One thing as important as Obama’s executive authority was his symbolic stature. I will never forget images of black kids staring in awe at the President who looked like them, or the small boy who felt Obama’s hair and realized it felt like his own. The first time I trekked to the White House last October, Obama was hosting a BET party I would later read about several times. Each retelling was a jubilant celebration of blackness, black artists, black progress and black struggle, presided over by a man who had been made to carry so many of our hopes and dreams. Barack and Michelle Obama danced with an 106-year-old black woman who never thought she would live to see people like her occupy the White House, let alone get to meet them. Obama requested Kendrick Lamar and Janelle Monae perform for Independence Day, had a bust of Martin Luther King Jr. moved into the Oval Office, and generally embraced black culture in a way no president could before.
I will always be grateful that Obama’s presidency coincided with my formative years. He profoundly influenced my political beliefs, made me smarter, more compassionate, more willing to disagree with people I admire, and better able to understand the world around me. He helped me raise my head high as a black person in a nation where simply affirming that our lives matter inspires outrage and resistance. When giving the commencement speech at Howard University last summer, he was black excellence on full display. His message was a reminder that there is no one way to be black, that we are connected by our oppression and that we must continue to lift every voice and sing long after his time is over.

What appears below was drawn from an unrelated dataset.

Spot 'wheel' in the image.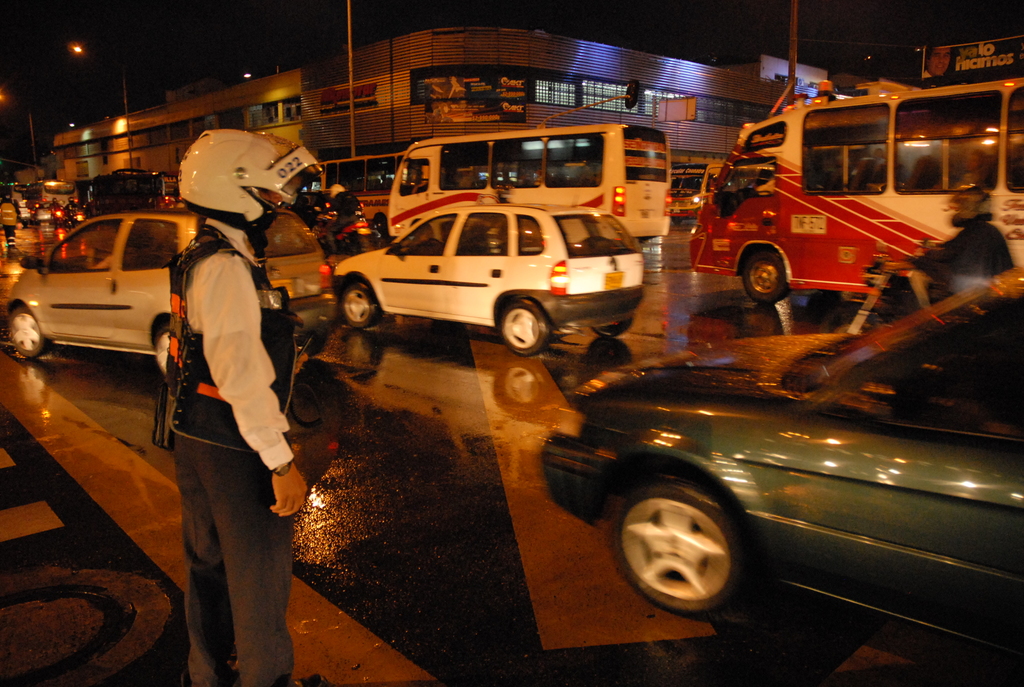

During his farewell address, Obama said “when minority groups voice discontent … they’re not demanding special treatment, but the equal treatment our Founders promised.” That will be my takeaway from eight years with Barack Obama. That all of us have a shared birthright in the United States which has never been freely given to us, one that the coming administration may attempt to revoke. We all deserve equal justice in every realm of public life and must fight until we all have it. No, black people did not enjoy full equality during the Obama presidency, but we have made progress, been afforded real chances to strive and knew that our leader was sympathetic to our pains, open to working with us, cared enough to try and right historic wrongs. He has given a generation of Americans a new view of what leadership can look like and inspired so many of us to live our best lives. Let no one tell us ever again that there is anything black people cannot do and do well.
To echo Larry Wilmore, let me say farewell Mr. President. Living in your time will always be one of my life’s greatest honors. For all of us standing behind you, you did it, my nigga.